Without getting into a lengthy analysis, the basic difference between the two is the way in which dining and worship manifest as intimate experiences.  Communal worship is designed around the premise of bringing together people who aren’t normally in close proximity by creating a forced intimacy; by its very definition, communal worship is a super spreader event, meant to spread faith and shared experience.  Sadly however, it is also a super spreader for Covid-19, the flu and any airborne illness.  Dining on the other hand allows people to bring their isolated intimacies into the public setting and therefore can be managed in terms of maintaining isolations while providing unique intimacies.  Diners are not sharing the same plate and glass.

But this is not the main problem with this decision.  The Arch Diocese case is wrestling with the question of whether or not a government entity has any right at all to limit how and when people worship.  The conservative court has ruled here that government cannot intervene in religious practice in any way under any circumstances even in a global pandemic.  This is an incredibly dangerous premise because how then does one intervene when church organizations claim that conversion therapy is part of their religious practice?  Or worse female genital mutilation and racial segregation?

Freedom of religion is important to maintain our Constitutional standards, but freedom from religion is equally important.  What needs to happen here is that not only does church and state need to remain separate, but the question of religious belief as a personal framework needs to be separate from religious practice as a public facing act as well.  If the method in which a religious practice is being carried out creates a public health threat for those who do not practice that religion, reason says that there must be limitations and considerations as to how it is exercised.
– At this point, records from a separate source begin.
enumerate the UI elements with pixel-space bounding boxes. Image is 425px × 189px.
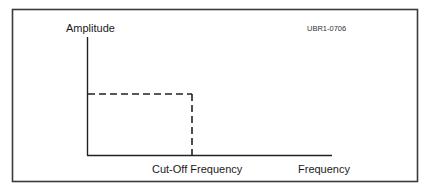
diagram-svg [0, 0, 425, 189]
x-axis-label: Frequency [298, 164, 350, 175]
diagram-canvas: Amplitude UBR1-0706 Cut-Off Frequency Fr… [0, 0, 425, 189]
y-axis-label: Amplitude [66, 23, 115, 34]
cutoff-frequency-label: Cut-Off Frequency [152, 164, 242, 175]
figure-id-label: UBR1-0706 [307, 25, 346, 33]
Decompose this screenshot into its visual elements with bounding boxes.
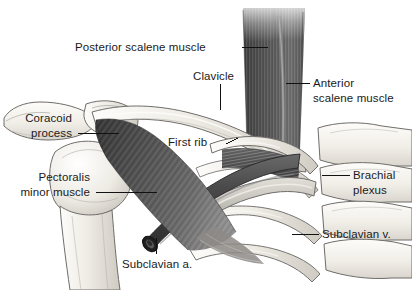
label-coracoid-process: Coracoid process [0,111,72,140]
label-text-line1: Clavicle [193,70,234,82]
label-text-line1: Posterior scalene muscle [75,41,206,53]
label-anterior-scalene-muscle: Anterior scalene muscle [313,76,394,105]
label-text-line1: Brachial [353,169,395,181]
label-brachial-plexus: Brachial plexus [353,168,395,197]
label-text-line1: Subclavian v. [322,228,391,240]
label-first-rib: First rib [168,135,207,150]
label-text-line1: Subclavian a. [122,258,192,270]
label-text-line2: minor muscle [0,185,90,200]
label-text-line2: scalene muscle [313,91,394,106]
label-subclavian-artery: Subclavian a. [122,257,192,272]
label-text-line1: First rib [168,136,207,148]
label-text-line1: Pectoralis [39,171,91,183]
label-text-line1: Anterior [313,77,354,89]
label-posterior-scalene-muscle: Posterior scalene muscle [75,40,206,55]
anatomy-figure: Posterior scalene muscle Clavicle Anteri… [0,0,412,290]
label-text-line1: Coracoid [25,112,72,124]
humerus-shaft-shape [60,206,120,290]
label-pectoralis-minor-muscle: Pectoralis minor muscle [0,170,90,199]
label-clavicle: Clavicle [193,69,234,84]
label-subclavian-vein: Subclavian v. [322,227,391,242]
label-text-line2: plexus [353,183,395,198]
label-text-line2: process [0,126,72,141]
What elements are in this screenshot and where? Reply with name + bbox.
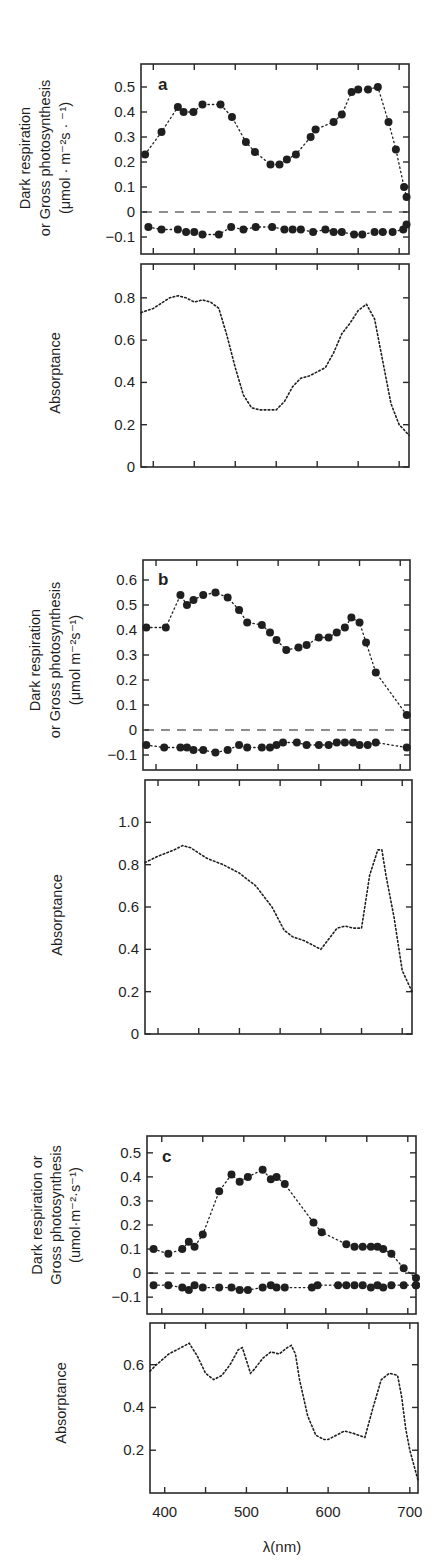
data-point [400, 183, 408, 191]
y-tick-label: 0.4 [120, 1168, 141, 1185]
data-point [364, 86, 372, 94]
absorptance-curve [145, 846, 412, 992]
data-point [215, 231, 223, 239]
data-point [227, 1284, 235, 1292]
y-tick-label: 0.4 [114, 373, 135, 390]
data-point [374, 83, 382, 91]
data-point [150, 1245, 158, 1253]
data-point [379, 228, 387, 236]
data-point [389, 228, 397, 236]
y-tick-label: −0.1 [107, 746, 137, 763]
data-point [215, 1187, 223, 1195]
data-point [364, 741, 372, 749]
plot-frame [150, 1323, 418, 1493]
data-point [412, 1281, 420, 1289]
y-axis-title: Dark respiration [27, 609, 43, 711]
data-point [224, 594, 232, 602]
data-point [211, 589, 219, 597]
data-point [273, 1284, 281, 1292]
data-point [268, 223, 276, 231]
data-point [164, 1281, 172, 1289]
data-point [273, 636, 281, 644]
panel-a-absorptance: 00.20.40.60.8Absorptance [47, 264, 409, 475]
data-point [379, 1284, 387, 1292]
data-point [211, 749, 219, 757]
y-axis-title: Dark respiration or [29, 1155, 45, 1274]
data-point [315, 634, 323, 642]
data-point [142, 624, 150, 632]
data-point [178, 1245, 186, 1253]
x-axis-title: λ(nm) [263, 1538, 301, 1555]
y-tick-label: 0.2 [120, 1216, 141, 1233]
data-point [392, 146, 400, 154]
data-point [347, 614, 355, 622]
y-tick-label: 1.0 [118, 813, 139, 830]
data-point [157, 128, 165, 136]
x-tick-label: 500 [234, 1503, 259, 1520]
panel-label: a [158, 75, 168, 94]
data-point [273, 1173, 281, 1181]
data-point [292, 151, 300, 159]
data-point [224, 746, 232, 754]
data-point [289, 226, 297, 234]
panel-label: c [162, 1147, 171, 1166]
data-point [236, 1286, 244, 1294]
data-point [281, 1180, 289, 1188]
data-point [385, 118, 393, 126]
data-point [141, 151, 149, 159]
data-point [283, 156, 291, 164]
data-point [258, 744, 266, 752]
y-tick-label: 0.2 [114, 153, 135, 170]
data-point [350, 1281, 358, 1289]
data-point [235, 741, 243, 749]
data-point [400, 1264, 408, 1272]
y-axis-title: or Gross photosynthesis [37, 80, 53, 236]
data-point [198, 231, 206, 239]
y-tick-label: 0.4 [118, 940, 139, 957]
series-line [146, 593, 406, 716]
data-point [358, 231, 366, 239]
y-tick-label: 0.3 [116, 646, 137, 663]
data-point [350, 1243, 358, 1251]
data-point [199, 591, 207, 599]
data-point [244, 1286, 252, 1294]
data-point [297, 226, 305, 234]
data-point [252, 223, 260, 231]
data-point [239, 226, 247, 234]
data-point [315, 741, 323, 749]
data-point [198, 101, 206, 109]
data-point [280, 226, 288, 234]
y-axis-title: Absorptance [53, 1362, 69, 1443]
data-point [356, 619, 364, 627]
y-tick-label: 0.6 [114, 331, 135, 348]
data-point [216, 101, 224, 109]
data-point [309, 228, 317, 236]
data-point [243, 744, 251, 752]
y-tick-label: 0.8 [118, 856, 139, 873]
data-point [293, 739, 301, 747]
data-point [258, 621, 266, 629]
data-point [325, 634, 333, 642]
data-point [164, 1250, 172, 1258]
data-point [321, 226, 329, 234]
data-point [183, 601, 191, 609]
data-point [176, 591, 184, 599]
data-point [387, 1250, 395, 1258]
data-point [379, 1245, 387, 1253]
data-point [372, 739, 380, 747]
y-axis-title: Absorptance [47, 332, 63, 413]
chart-panels: −0.100.10.20.30.40.5Dark respirationor G… [17, 64, 422, 1520]
data-point [191, 1243, 199, 1251]
data-point [338, 111, 346, 119]
y-tick-label: 0.4 [116, 621, 137, 638]
data-point [333, 629, 341, 637]
y-tick-label: 0.5 [114, 78, 135, 95]
data-point [259, 1166, 267, 1174]
data-point [199, 1284, 207, 1292]
data-point [190, 228, 198, 236]
data-point [189, 596, 197, 604]
y-tick-label: 0.4 [123, 1398, 144, 1415]
y-axis-title: Gross photosynthesis [48, 1145, 64, 1284]
x-tick-label: 600 [316, 1503, 341, 1520]
data-point [403, 744, 411, 752]
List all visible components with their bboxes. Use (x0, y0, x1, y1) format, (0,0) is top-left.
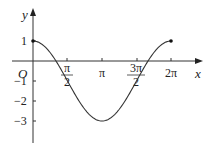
x-tick-label-2pi: 2π (165, 66, 177, 80)
x-tick-label-pi-over-2-num: π (64, 61, 70, 75)
y-tick-label: −3 (14, 114, 27, 128)
x-tick-label-pi: π (99, 66, 105, 80)
y-axis-label: y (20, 7, 28, 22)
cosine-curve (33, 41, 171, 121)
y-tick-label: 1 (21, 34, 27, 48)
x-tick-label-3pi-over-2-num: 3π (130, 61, 142, 75)
x-ticks: π 2 π 3π 2 2π (61, 58, 177, 89)
y-tick-label: −1 (14, 74, 27, 88)
function-graph: y x O 1 −1 −2 −3 π 2 π 3π 2 2π (0, 0, 213, 153)
x-axis-label: x (194, 66, 201, 81)
x-axis-arrow-icon (195, 58, 203, 64)
end-point (169, 39, 173, 43)
y-axis-arrow-icon (30, 8, 36, 16)
start-point (31, 39, 35, 43)
y-tick-label: −2 (14, 94, 27, 108)
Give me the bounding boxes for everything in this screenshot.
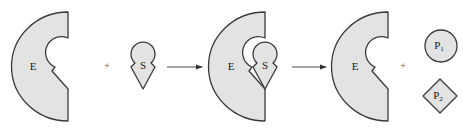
enzyme-reaction-diagram: E + S E S E + P1 P2: [0, 0, 463, 131]
plus-operator-1: +: [104, 60, 110, 71]
enzyme-reactant: E: [12, 12, 68, 121]
enzyme-label: E: [30, 60, 37, 72]
substrate-label: S: [262, 59, 268, 71]
enzyme-shape: [332, 12, 388, 121]
enzyme-shape: [12, 12, 68, 121]
enzyme-product: E: [332, 12, 388, 121]
plus-operator-2: +: [400, 60, 406, 71]
product-p1: P1: [425, 30, 457, 62]
substrate-label: S: [140, 59, 146, 71]
substrate-reactant: S: [131, 42, 155, 89]
enzyme-label: E: [352, 60, 359, 72]
enzyme-substrate-complex: E S: [209, 12, 277, 121]
enzyme-label: E: [228, 60, 235, 72]
product-p2: P2: [423, 79, 457, 113]
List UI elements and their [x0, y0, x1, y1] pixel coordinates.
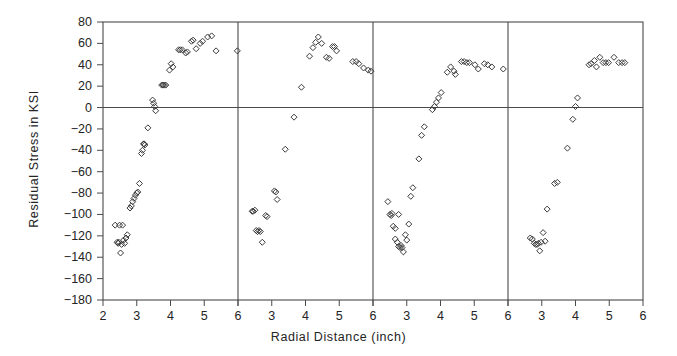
data-point	[444, 69, 450, 75]
data-point	[282, 146, 288, 152]
data-point	[402, 232, 408, 238]
data-point	[408, 193, 414, 199]
data-point	[421, 124, 427, 130]
data-point	[573, 103, 579, 109]
data-point	[332, 44, 338, 50]
data-point	[145, 125, 151, 131]
data-point	[323, 54, 329, 60]
data-point	[554, 179, 560, 185]
data-point	[274, 196, 280, 202]
data-point	[259, 239, 265, 245]
data-point	[213, 48, 219, 54]
data-point	[319, 40, 325, 46]
data-point	[151, 100, 157, 106]
data-point	[150, 97, 156, 103]
data-point	[419, 132, 425, 138]
data-point	[564, 145, 570, 151]
data-point	[435, 95, 441, 101]
data-point	[234, 48, 240, 54]
data-point	[390, 223, 396, 229]
data-point	[404, 237, 410, 243]
data-point	[326, 55, 332, 61]
data-point	[122, 240, 128, 246]
data-point	[330, 44, 336, 50]
data-point	[611, 54, 617, 60]
data-point	[433, 99, 439, 105]
data-point	[310, 45, 316, 51]
data-point	[597, 54, 603, 60]
data-point	[537, 248, 543, 254]
data-point	[593, 64, 599, 70]
data-point	[291, 114, 297, 120]
data-point	[544, 206, 550, 212]
data-point	[307, 53, 313, 59]
data-point	[396, 211, 402, 217]
data-point	[315, 34, 321, 40]
data-point	[118, 250, 124, 256]
plot-area	[0, 0, 677, 356]
data-point	[406, 221, 412, 227]
data-point	[552, 180, 558, 186]
data-point	[438, 90, 444, 96]
data-point	[334, 48, 340, 54]
data-point	[489, 64, 495, 70]
data-series-panel-4	[527, 54, 628, 254]
data-series-panel-2	[249, 34, 374, 245]
data-point	[112, 222, 118, 228]
data-series-panel-1	[112, 33, 240, 256]
data-point	[416, 156, 422, 162]
data-point	[385, 199, 391, 205]
data-point	[540, 230, 546, 236]
scatter-chart-figure: Residual Stress in KSI Radial Distance (…	[0, 0, 677, 356]
data-point	[193, 46, 199, 52]
data-point	[570, 116, 576, 122]
data-point	[313, 39, 319, 45]
data-point	[410, 185, 416, 191]
data-series-panel-3	[385, 59, 506, 255]
data-point	[298, 84, 304, 90]
data-point	[136, 180, 142, 186]
data-point	[392, 225, 398, 231]
data-point	[500, 66, 506, 72]
data-point	[138, 151, 144, 157]
data-point	[575, 95, 581, 101]
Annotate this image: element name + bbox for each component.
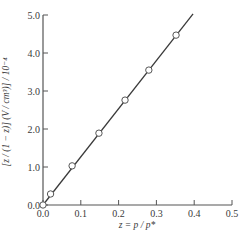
- data-point-marker: [146, 67, 152, 73]
- regression-line: [43, 14, 193, 205]
- x-tick-label: 0.5: [226, 208, 239, 219]
- y-axis-label: [z / (1 − z)] (V / cm³)] / 10⁻⁴: [1, 57, 12, 167]
- x-tick-label: 0.1: [75, 208, 88, 219]
- ticks: 0.01.02.03.04.05.00.00.10.20.30.40.5: [28, 10, 239, 220]
- data-point-marker: [47, 191, 53, 197]
- chart-canvas: 0.01.02.03.04.05.00.00.10.20.30.40.5 z =…: [0, 0, 249, 234]
- data-point-marker: [173, 32, 179, 38]
- x-tick-label: 0.2: [112, 208, 125, 219]
- data-point-marker: [122, 97, 128, 103]
- y-tick-label: 1.0: [28, 162, 41, 173]
- y-tick-label: 2.0: [28, 124, 41, 135]
- y-tick-label: 4.0: [28, 48, 41, 59]
- data-point-marker: [69, 163, 75, 169]
- x-tick-label: 0.0: [37, 208, 50, 219]
- x-axis-label: z = p / p*: [118, 220, 156, 230]
- fit-line: [43, 14, 193, 205]
- x-tick-label: 0.3: [150, 208, 163, 219]
- y-tick-label: 5.0: [28, 10, 41, 21]
- axes: [43, 15, 232, 205]
- y-tick-label: 3.0: [28, 86, 41, 97]
- data-point-marker: [96, 130, 102, 136]
- data-point-marker: [40, 202, 46, 208]
- x-tick-label: 0.4: [188, 208, 201, 219]
- bet-plot: 0.01.02.03.04.05.00.00.10.20.30.40.5 z =…: [0, 0, 249, 234]
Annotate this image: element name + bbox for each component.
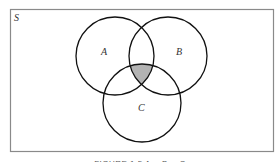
figure-caption: FIGURE 1.5 A ∩ B ∩ C (94, 159, 186, 162)
set-b-label: B (176, 46, 182, 57)
set-c-label: C (138, 102, 145, 113)
universe-label: S (14, 12, 19, 23)
set-a-label: A (100, 46, 108, 57)
venn-diagram: S A B C FIGURE 1.5 A ∩ B ∩ C (0, 0, 280, 162)
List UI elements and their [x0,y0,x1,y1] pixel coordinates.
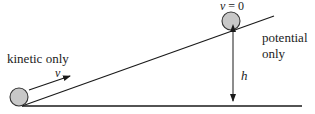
ball-bottom [10,88,28,106]
kinetic-only-label: kinetic only [7,51,69,67]
height-label: h [241,68,248,84]
potential-line-2: only [262,46,308,62]
velocity-label: v [55,66,60,81]
velocity-arrow-icon [29,76,70,90]
potential-line-1: potential [262,30,308,46]
potential-only-label: potential only [262,30,308,62]
velocity-zero-label: v = 0 [220,0,244,14]
energy-incline-diagram: kinetic only v v = 0 potential only h [0,0,315,114]
velocity-zero-value: = 0 [225,0,244,13]
ball-top [222,12,240,30]
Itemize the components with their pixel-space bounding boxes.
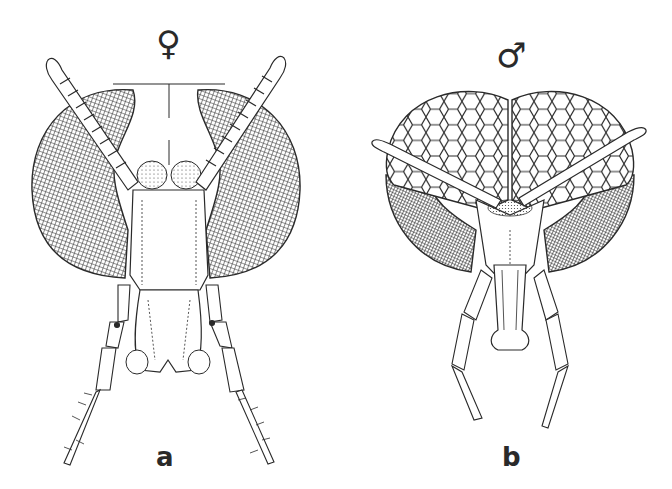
male-symbol: ♂: [496, 38, 526, 72]
panel-label-b: b: [502, 444, 521, 470]
female-symbol: ♀: [156, 26, 181, 60]
left-palp: [64, 285, 130, 465]
proboscis: [491, 265, 529, 350]
panel-label-a: a: [156, 444, 174, 470]
female-head-illustration: [0, 0, 336, 489]
right-palp: [206, 285, 274, 464]
right-palp: [534, 270, 568, 428]
panel-b-male: ♂ b: [336, 0, 672, 489]
panel-a-female: ♀ a: [0, 0, 336, 489]
left-palp: [452, 270, 492, 420]
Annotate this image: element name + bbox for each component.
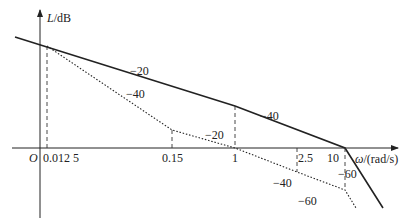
dotted-slope-label-2: −20 [205, 128, 224, 142]
dashed-guides [47, 46, 345, 190]
bode-diagram: L/dB ω/(rad/s) O 0.012 5 0.15 1 2.5 10 −… [0, 0, 412, 218]
tick-label-2.5: 2.5 [298, 151, 313, 165]
dotted-slope-label-1: −40 [126, 87, 145, 101]
tick-label-0.15: 0.15 [162, 151, 183, 165]
origin-label: O [29, 151, 38, 165]
solid-slope-label-3: −60 [338, 167, 357, 181]
dotted-slope-label-4: −60 [298, 194, 317, 208]
solid-slope-label-1: −20 [130, 64, 149, 78]
tick-label-10: 10 [327, 151, 339, 165]
dotted-slope-label-3: −40 [273, 176, 292, 190]
dotted-asymptote-curve [47, 46, 356, 208]
tick-label-1: 1 [232, 151, 238, 165]
solid-asymptote-curve [15, 37, 383, 208]
y-axis-label: L/dB [46, 11, 71, 25]
solid-slope-label-2: −40 [260, 109, 279, 123]
tick-label-0.0125: 0.012 5 [43, 151, 79, 165]
x-axis-label: ω/(rad/s) [355, 152, 398, 166]
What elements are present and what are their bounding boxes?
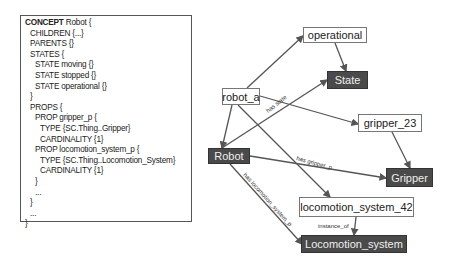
node-operational: operational	[303, 27, 367, 43]
node-gripper-23: gripper_23	[358, 114, 422, 132]
graph-edge	[222, 105, 232, 148]
node-locomotion-system: Locomotion_system	[301, 235, 407, 253]
graph-edge	[354, 217, 356, 235]
graph-edge	[230, 164, 302, 244]
node-state: State	[327, 71, 368, 89]
node-locomotion-system-42: locomotion_system_42	[299, 197, 414, 217]
edge-label: instance_of	[318, 223, 349, 229]
node-robot-a: robot_a	[222, 88, 260, 105]
graph-edge	[392, 132, 410, 168]
node-robot: Robot	[208, 148, 250, 164]
graph-edges: has statehas gripper_phas locomotion_sys…	[0, 0, 450, 270]
graph-edge	[250, 156, 386, 178]
graph-edge	[335, 43, 346, 71]
node-gripper: Gripper	[386, 168, 433, 187]
graph-edge	[247, 36, 303, 88]
edge-label: has locomotion_system_p	[242, 172, 293, 228]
Moving into the next era of Supreme Court decisions will require all of us who are progressive faith leaders to remain vigilant and informed.  This ruling was handed down around midnight before a national holiday.  It literally snuck in.  What is more, law is based largely on precedent.  The precedent set by this decision is chilling.  It is an onramp to solidifying the foundation for religious exemption to be the broad law of the land giving a pass to violent discrimination and bigotry.  The conservative justices are poised to lead the way marching civil rights in the United States all the way back to 1789 one midnight decision at a time.

[1] Amy Howe, Justices lift New York’s COVID-related attendance limits on worship services, SCOTUSblog (Nov. 26, 2020, 2:18 AM), https://www.scotusblog.com/2020/11/justices-lift-new-yorks-covid-related-attendance-limits-on-worship-services/

[2] Ibid.

[3] Per Curiam, “2 ROMAN CATHOLIC DIOCESE OF BROOKLYN v. CUOMO,” 2020, 33.